*** Opening Data provided ***

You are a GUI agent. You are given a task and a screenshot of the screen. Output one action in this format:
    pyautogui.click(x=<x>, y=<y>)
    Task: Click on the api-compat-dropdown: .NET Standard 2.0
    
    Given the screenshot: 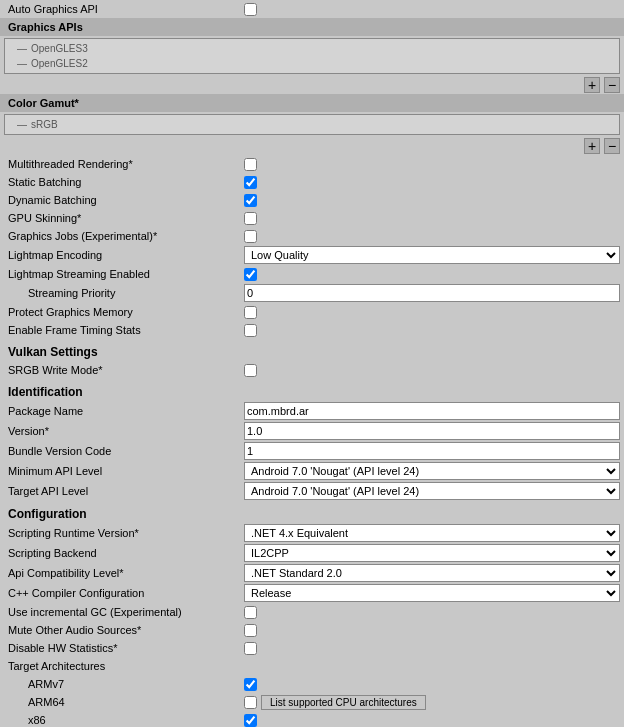 What is the action you would take?
    pyautogui.click(x=432, y=573)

*** Closing Data provided ***

Required action
All lines from the opening of the listing above through the line that contains "Task: Click on" should be given again exactly, and nothing more.

Completed task
You are a GUI agent. You are given a task and a screenshot of the screen. Output one action in this format:
    pyautogui.click(x=<x>, y=<y>)
    Task: Click on the api-compat-dropdown: .NET Standard 2.0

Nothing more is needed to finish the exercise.